The company is also actively promoting the internal application of AI. Foreign media previously reported that Meta said that starting this year, it will rate employees based on their "AI-driven impact" in performance evaluations and track how some teams use these tools.
Companies like Atlassian and Block have recently cited AI as one of the reasons for layoffs, raising the question of whether some business leaders are engaging in "AI greenwashing," that is, using AI to掩盖 other reasons for layoffs, such as financial problems or over-hiring during the COVID-19 pandemic.
Bernstein's Shmulik said that while "AI greenwashing" is possible at Meta and other companies, the layoffs could also indicate that the company has begun to see efficiency gains.

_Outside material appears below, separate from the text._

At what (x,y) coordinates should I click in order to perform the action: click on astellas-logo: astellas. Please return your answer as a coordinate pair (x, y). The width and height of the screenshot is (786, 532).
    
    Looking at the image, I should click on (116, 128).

From the end of 2022 to the beginning of 2023, Zuckerberg announced the "Year of Efficiency," during which the company cut more than 20,000 jobs, reduced non-technical positions, compressed management layers, and pushed up its previously sluggish stock price.
Shmulik said that if Meta goes through a similar cycle again in the AI era, it could set a template for a true "AI-first company."
He wrote: "If a major company can redraw the blueprint for an AI-enabled organization, other companies will quickly try to replicate it... and we suspect this could trigger a series of hasty transformations, immature strategies, and passive restructurings throughout the industry ecosystem."